Ski team storms the colonnades

March 10, 1995

It used to be the ultimate achievement to have a room looking on to the lawn that stretches from the classical Rotunda designed by Thomas Jefferson at the University of Virginia in the United States.

You had to run one of the university's exclusive societies - the Jefferson literary and debating society or the judiciary or honour committee - to qualify for one of the spartan 12ft by 14ft rooms with fireplaces but no bathrooms (virtually unheard of in the US).

But the winds of change are blowing through the lovely pavilions and colonnades at the great university, which opened to students in 1825. The traditional elite of "politicos" are no longer allowed to occupy the 54 rooms as of right. Their names were thrown into the ring along with the 2,500 eligible students at the university, and it was left to a new selection committee chosen at random to decide who would end up beside the lawn - or in an apartment in Charlottesville.

The new occupants of the rooms are no longer white, male and with close connections to UVA's fraternities. They include members of "non-traditional groups", such as the ski team, the Fellowship Bible Study, and the Lesbian Gay and Bisexual Help Line. More than a half are women and at least 17 per cent are from ethnic minorities.

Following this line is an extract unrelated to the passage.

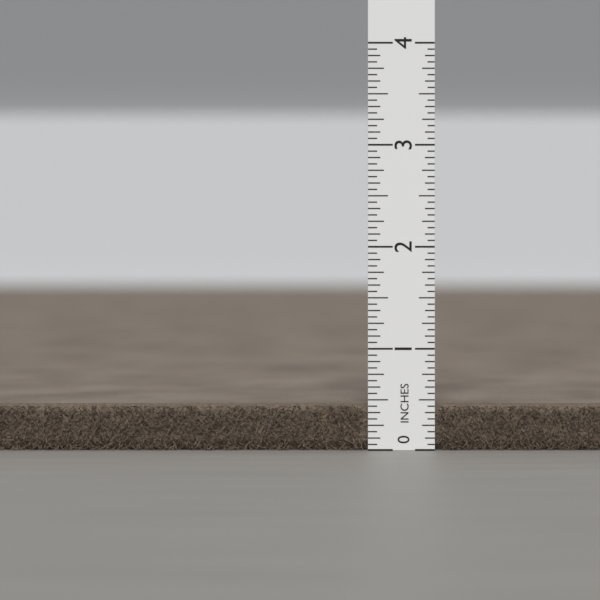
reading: 0.4500 in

The change is not popular with the traditional elite. Keith Buell, editor of one of two campus newspapers, was hoping to get a room. But he was disappointed. "You just don't know what the committee is looking for any more," he said. Others argue the change is long overdue.

The University of Virginia was founded by Thomas Jefferson, the third US president and America's favourite frontier Renaissance man.

The lawn is the centre of the old campus, flanked on both sides by low rows of student rooms broken up by two-storey pavilions. The pavilions were each decorated with an order from a different Roman temple.

Students lived in the rooms, while academics lived in the upstairs pavilions and taught downstairs. It is the 54 lawn rooms that students still inhabit.

Jefferson wanted to expose all students, particularly those who might never travel abroad, to a classical notion of good taste.

He said: "The plan of the building is not to erect one single magnificent building to contain everybody and everything, but to make of it an academical village in which every professor should have his separate house, containing his lecturing room with two, three or four rooms for his own accommodation, according as he may have a family or no family . . . distinct dormitories for the students, not more than two to a room; and separated boarding houses for dieting them by private housekeepers."